Black Friday Benefit
After the delicious irony of Black Friday, it is only fair that there out to be some great benefit. In this case there are two significant benefits worth mentioning. The first is that Tandy loves her new camera. For the most part she stopped taking photos when her old film camera broke and I bought a digital (Canon A75) for myself. Now that she owns her own digital camera she is snapping away like a madwoman. Hopefully I can coax her onto Flickr that we might all enjoy superior skills, at least superior to my skills. It will also be nice to return to the photographic record of the family. Since I have been taking the pictures I have been in few of them.
The other "benefit" has been sorting through a lifetime of digital data. I have kept stacks of floppies and Zip disks and CD-Rs with the assorted records of my digital life. Now armed with a 40GB pocket drive I can easily store all my music, photos sources and documents in one place. In the process I have found records of heartbreaking online conversions, my horrific attempts at fiction from high school and even my very first extra-curricular computer program.
The latter is a terribly embarrassing piece of work which ought to have kept me far from both the craft and science of software development. Unfortunately, it did not such thing other than imprint a subtle paranoia about security and an abiding interest in computer mediated communication, which was then called a "BBS." The only inspired bit in there was that I was apparently sufficiently aware of two key points: the need for a control-break handler and the benefit of peer review. The two most keenly embarrassing elements are the nick names my friend and I gave each other in comments and the use of social security numbers as an identifier. Fortunately, I was not aware of my number back then, so it must have been a concept. The program was called Cerberus, the three-headed dog which guards the Greek underworld, and I actually uploaded it as "cerebrus_pascal.txt". What can I say, the computer programming class I took at Warwick High School encouraged us to explore our own interests if we could finish the in-class material.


== WORK INSTRUCTIONS ==
Transcribe the entries below with complete accuracy, excluding the pictures.

Recorded data

┄┄┄┄┄┄┄┄┄┄┄┄┄┄┄┄┄┄┄┄

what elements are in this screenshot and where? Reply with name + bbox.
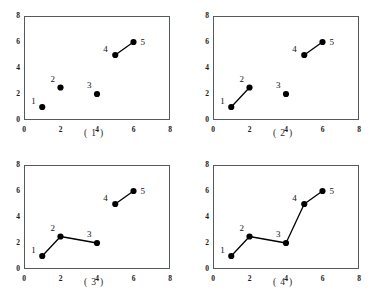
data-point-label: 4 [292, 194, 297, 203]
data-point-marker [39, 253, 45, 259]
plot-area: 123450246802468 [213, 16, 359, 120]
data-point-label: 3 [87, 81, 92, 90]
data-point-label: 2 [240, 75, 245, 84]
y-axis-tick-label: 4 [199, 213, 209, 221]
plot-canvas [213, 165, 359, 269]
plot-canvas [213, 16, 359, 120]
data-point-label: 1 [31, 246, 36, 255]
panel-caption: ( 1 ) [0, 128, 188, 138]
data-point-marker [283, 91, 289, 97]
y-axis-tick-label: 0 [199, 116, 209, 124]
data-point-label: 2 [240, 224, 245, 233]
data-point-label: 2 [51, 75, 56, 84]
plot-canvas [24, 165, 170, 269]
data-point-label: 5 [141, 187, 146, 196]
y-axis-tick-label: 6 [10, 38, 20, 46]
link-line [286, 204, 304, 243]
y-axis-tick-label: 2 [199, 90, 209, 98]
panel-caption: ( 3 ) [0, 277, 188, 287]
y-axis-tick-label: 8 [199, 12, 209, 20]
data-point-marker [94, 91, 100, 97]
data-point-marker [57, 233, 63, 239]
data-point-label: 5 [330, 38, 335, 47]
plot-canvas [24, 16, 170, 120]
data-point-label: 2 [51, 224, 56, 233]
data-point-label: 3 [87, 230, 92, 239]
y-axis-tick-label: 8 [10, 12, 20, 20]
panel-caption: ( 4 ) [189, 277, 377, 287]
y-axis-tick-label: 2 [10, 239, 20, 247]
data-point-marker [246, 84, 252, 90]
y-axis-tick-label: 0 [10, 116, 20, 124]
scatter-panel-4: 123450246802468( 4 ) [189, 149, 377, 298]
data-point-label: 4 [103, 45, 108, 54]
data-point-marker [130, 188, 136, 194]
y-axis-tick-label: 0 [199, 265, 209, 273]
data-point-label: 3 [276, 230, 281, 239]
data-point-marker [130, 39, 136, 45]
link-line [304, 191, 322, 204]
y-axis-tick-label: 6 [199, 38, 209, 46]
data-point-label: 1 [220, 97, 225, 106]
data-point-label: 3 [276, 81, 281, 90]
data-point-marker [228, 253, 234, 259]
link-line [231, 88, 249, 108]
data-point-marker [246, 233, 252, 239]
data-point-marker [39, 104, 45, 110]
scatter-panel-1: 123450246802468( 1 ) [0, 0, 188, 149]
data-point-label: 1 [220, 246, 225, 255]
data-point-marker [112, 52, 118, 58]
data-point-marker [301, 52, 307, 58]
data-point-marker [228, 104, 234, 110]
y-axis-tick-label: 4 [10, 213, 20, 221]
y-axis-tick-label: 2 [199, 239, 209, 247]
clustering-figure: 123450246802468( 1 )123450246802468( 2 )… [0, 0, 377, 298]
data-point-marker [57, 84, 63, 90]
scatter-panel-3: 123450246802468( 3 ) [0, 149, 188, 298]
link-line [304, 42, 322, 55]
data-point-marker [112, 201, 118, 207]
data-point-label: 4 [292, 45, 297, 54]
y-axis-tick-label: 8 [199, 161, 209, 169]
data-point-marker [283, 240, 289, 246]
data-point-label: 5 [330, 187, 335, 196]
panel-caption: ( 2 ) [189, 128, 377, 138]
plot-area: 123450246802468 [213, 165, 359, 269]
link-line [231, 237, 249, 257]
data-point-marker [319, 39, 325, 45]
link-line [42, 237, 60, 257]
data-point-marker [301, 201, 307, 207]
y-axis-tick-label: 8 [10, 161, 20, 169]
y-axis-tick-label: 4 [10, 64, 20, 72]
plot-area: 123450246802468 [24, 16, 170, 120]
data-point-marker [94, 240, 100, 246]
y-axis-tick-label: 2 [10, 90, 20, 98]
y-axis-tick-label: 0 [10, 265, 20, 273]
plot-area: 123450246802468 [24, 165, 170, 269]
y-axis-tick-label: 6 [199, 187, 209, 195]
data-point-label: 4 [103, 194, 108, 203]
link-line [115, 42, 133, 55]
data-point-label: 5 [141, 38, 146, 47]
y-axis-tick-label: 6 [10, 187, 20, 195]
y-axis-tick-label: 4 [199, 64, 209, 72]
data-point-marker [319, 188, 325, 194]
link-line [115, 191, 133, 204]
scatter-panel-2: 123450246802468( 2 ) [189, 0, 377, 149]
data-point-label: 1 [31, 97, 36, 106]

┄┄┄┄┄┄┄┄┄┄┄┄┄┄┄┄┄┄┄┄

== EXERCISE ANSWER ==
what elements are in this screenshot and where? Reply with name + bbox.
data-point-label: 4 [292, 194, 297, 203]
data-point-marker [39, 253, 45, 259]
plot-area: 123450246802468 [213, 16, 359, 120]
data-point-label: 3 [87, 81, 92, 90]
data-point-label: 2 [240, 75, 245, 84]
y-axis-tick-label: 4 [199, 213, 209, 221]
plot-canvas [213, 165, 359, 269]
plot-canvas [213, 16, 359, 120]
data-point-label: 1 [31, 246, 36, 255]
panel-caption: ( 1 ) [0, 128, 188, 138]
data-point-marker [283, 91, 289, 97]
y-axis-tick-label: 0 [199, 116, 209, 124]
data-point-label: 2 [240, 224, 245, 233]
data-point-label: 2 [51, 75, 56, 84]
plot-canvas [24, 165, 170, 269]
data-point-label: 5 [141, 187, 146, 196]
y-axis-tick-label: 6 [10, 38, 20, 46]
link-line [286, 204, 304, 243]
y-axis-tick-label: 2 [199, 90, 209, 98]
panel-caption: ( 3 ) [0, 277, 188, 287]
y-axis-tick-label: 8 [199, 12, 209, 20]
data-point-marker [94, 91, 100, 97]
data-point-marker [57, 233, 63, 239]
data-point-label: 5 [330, 38, 335, 47]
plot-canvas [24, 16, 170, 120]
data-point-label: 2 [51, 224, 56, 233]
data-point-label: 3 [87, 230, 92, 239]
y-axis-tick-label: 8 [10, 12, 20, 20]
panel-caption: ( 4 ) [189, 277, 377, 287]
y-axis-tick-label: 2 [10, 239, 20, 247]
data-point-marker [246, 84, 252, 90]
y-axis-tick-label: 0 [10, 116, 20, 124]
scatter-panel-4: 123450246802468( 4 ) [189, 149, 377, 298]
data-point-label: 4 [103, 45, 108, 54]
data-point-marker [130, 188, 136, 194]
y-axis-tick-label: 0 [199, 265, 209, 273]
data-point-label: 3 [276, 230, 281, 239]
data-point-marker [130, 39, 136, 45]
link-line [304, 191, 322, 204]
y-axis-tick-label: 6 [199, 38, 209, 46]
data-point-label: 1 [220, 97, 225, 106]
data-point-label: 3 [276, 81, 281, 90]
data-point-marker [228, 253, 234, 259]
link-line [231, 88, 249, 108]
data-point-marker [246, 233, 252, 239]
data-point-marker [39, 104, 45, 110]
scatter-panel-1: 123450246802468( 1 ) [0, 0, 188, 149]
data-point-label: 1 [220, 246, 225, 255]
data-point-marker [112, 52, 118, 58]
data-point-marker [301, 52, 307, 58]
data-point-marker [228, 104, 234, 110]
y-axis-tick-label: 4 [10, 213, 20, 221]
y-axis-tick-label: 2 [199, 239, 209, 247]
clustering-figure: 123450246802468( 1 )123450246802468( 2 )… [0, 0, 377, 298]
data-point-marker [57, 84, 63, 90]
scatter-panel-3: 123450246802468( 3 ) [0, 149, 188, 298]
link-line [304, 42, 322, 55]
data-point-marker [112, 201, 118, 207]
data-point-label: 4 [292, 45, 297, 54]
y-axis-tick-label: 8 [199, 161, 209, 169]
data-point-marker [283, 240, 289, 246]
data-point-label: 5 [330, 187, 335, 196]
panel-caption: ( 2 ) [189, 128, 377, 138]
plot-area: 123450246802468 [213, 165, 359, 269]
link-line [231, 237, 249, 257]
data-point-marker [319, 39, 325, 45]
link-line [42, 237, 60, 257]
data-point-marker [301, 201, 307, 207]
y-axis-tick-label: 8 [10, 161, 20, 169]
y-axis-tick-label: 4 [10, 64, 20, 72]
plot-area: 123450246802468 [24, 16, 170, 120]
data-point-marker [94, 240, 100, 246]
y-axis-tick-label: 2 [10, 90, 20, 98]
y-axis-tick-label: 0 [10, 265, 20, 273]
plot-area: 123450246802468 [24, 165, 170, 269]
y-axis-tick-label: 6 [199, 187, 209, 195]
data-point-label: 4 [103, 194, 108, 203]
link-line [115, 42, 133, 55]
data-point-label: 5 [141, 38, 146, 47]
y-axis-tick-label: 6 [10, 187, 20, 195]
y-axis-tick-label: 4 [199, 64, 209, 72]
data-point-marker [319, 188, 325, 194]
link-line [115, 191, 133, 204]
scatter-panel-2: 123450246802468( 2 ) [189, 0, 377, 149]
data-point-label: 1 [31, 97, 36, 106]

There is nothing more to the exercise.